TV Review: 'Who Do You Think You Are?'

Last month, Ancestry.com, the Web site that allows users to assemble their family histories using a variety of records databases, announced that in 2009 the company registered just shy of $225 million in revenue. It's a bountiful, yet unsurprising windfall. Of course genealogy is popular: it's a kinder, gentler narcissism, self-absorption disguised as a historical inquiry and an intellectual pursuit. You can't regale friends and associates with tales of your breakthroughs with a plastic surgeon or a past-life regressionist, but genealogical breakthroughs are fair anecdotal game.
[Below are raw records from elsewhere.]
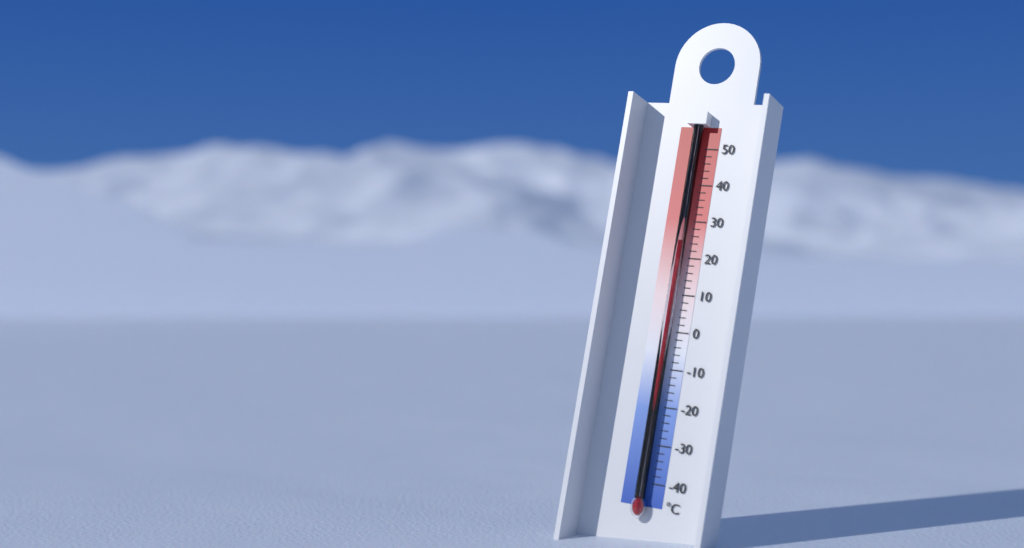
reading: 24 °C
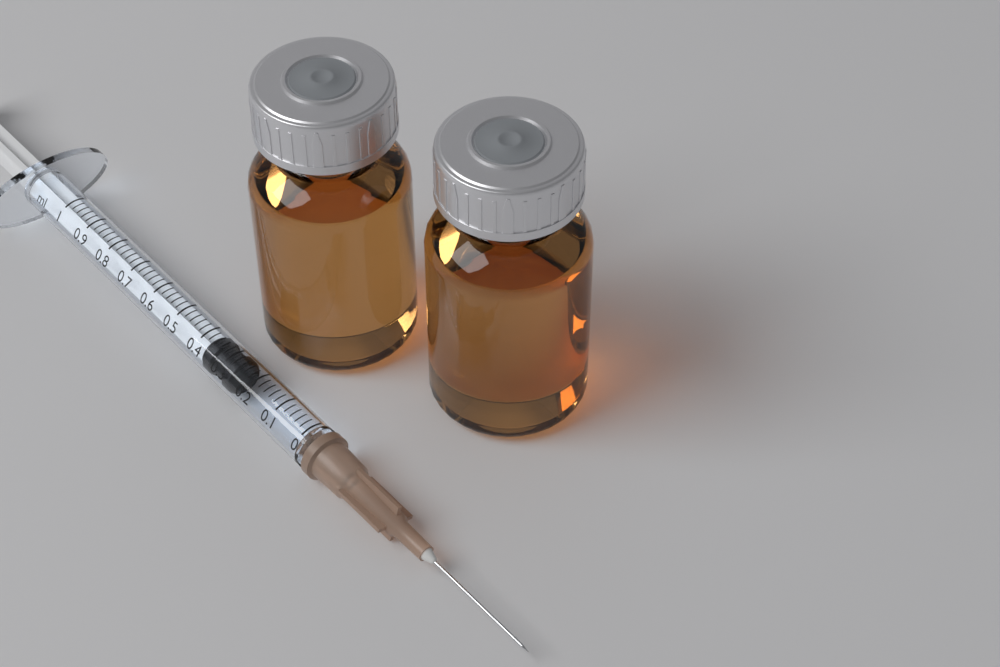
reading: 0.26 ml
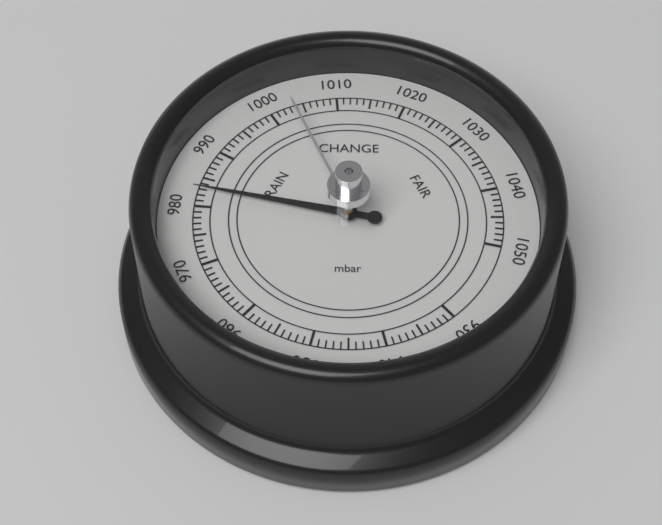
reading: 983 mbar
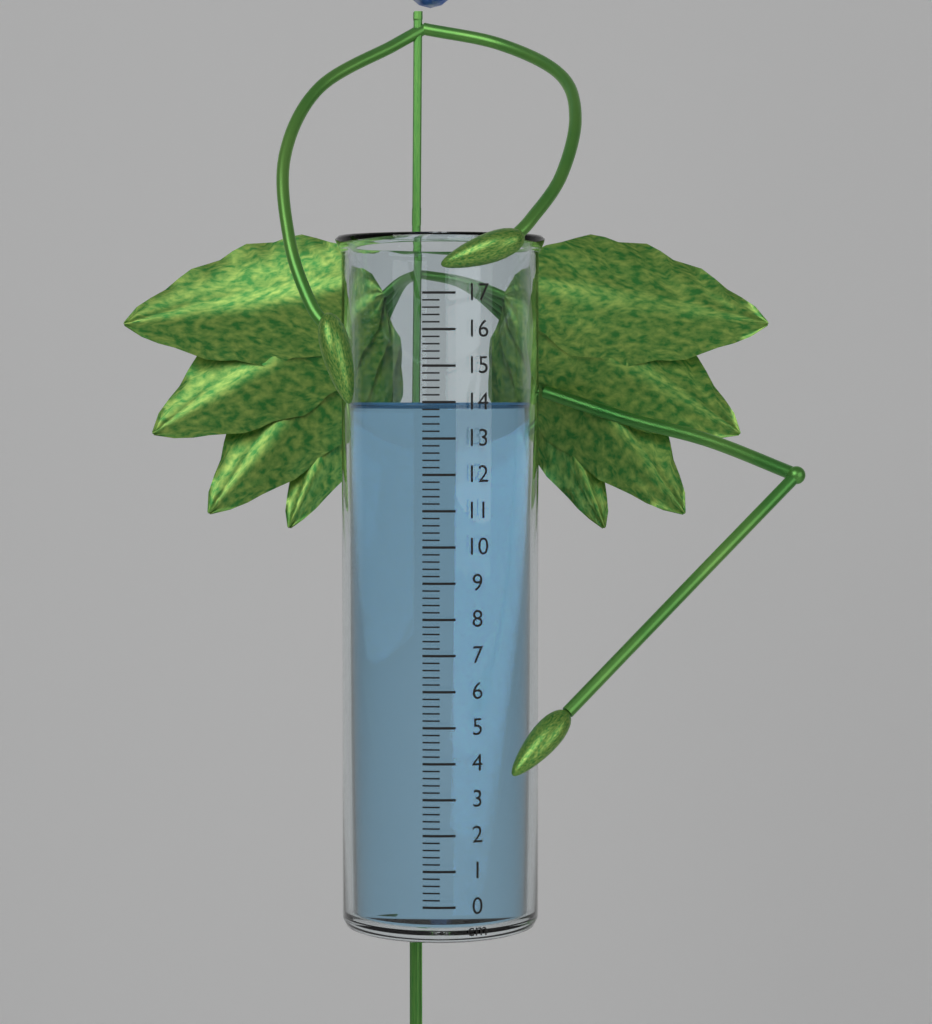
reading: 14.0 cm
Naturally, genealogy, like all popular trends, has burrowed into television. Henry Louis Gates has done several PBS specials under the African-American Livesand Faces of Americabanners. Last Friday, NBC premiered Who Do You Think You Are? a Lisa Kudrow–produced docuseries (borrowed from a British format) in which celebrities (Kudrow, Sarah Jessica Parker, Emmitt Smith, and more) trek the globe assembling their family trees. In the premiere, Parker learns the part her ancestors played in such historical events as the California gold rush and the Salem witch trials. It's in these moments that, despite its pedigree, Who Do You Think You Are? feels like a late-night infomercial that has forgotten its station, like a genealogical version of those star-studded Proactiv Solution spots. But when an African-American celebrity steps under the microscope, America's blemishes pop up all over the place.

Emmitt Smith's episode, which airs next week, shows the Hall of Famer tracing his family's roots back to American history too, but naturally, to slavery, our ugliest chapter. This doesn't come as any surprise; any African-American who attempts to trace the family tree will hit that wall eventually, but the more layers Smith peeled back, the more gruesome details he was forced to contend with. Specifically, he has to trace his lineage back to the point at which his forebears were biracial, and from that point, back to the slave masters who owned them. At one point, Smith goes to the slave owner's family plot and asks the historian accompanying him if their mixed-race offspring are buried there as well. No, she tells him, this is a whites-only cemetery; the blacks would probably be buried in an unkempt wooded area off to the side.

It's only during these uncomfortable moments that Who Do You Think You Are? earns its keep, when it makes genealogy look not like an amusing pastime, but as a turbulent and emotional journey into the duskiest corners of American history. Unfortunately, in the seven episodes that compose the season, only two of the participants—Smith and Spike Lee—are people of color. That isn't to say that whites don't have fascinating genealogical stories as well. We're all immigrants after all, and tracing back those roots can be illuminating for anyone. But Who Do You Think You Are? demonstrates that genealogy at its rawest and most confrontational deals with roots planted firmly in American soil.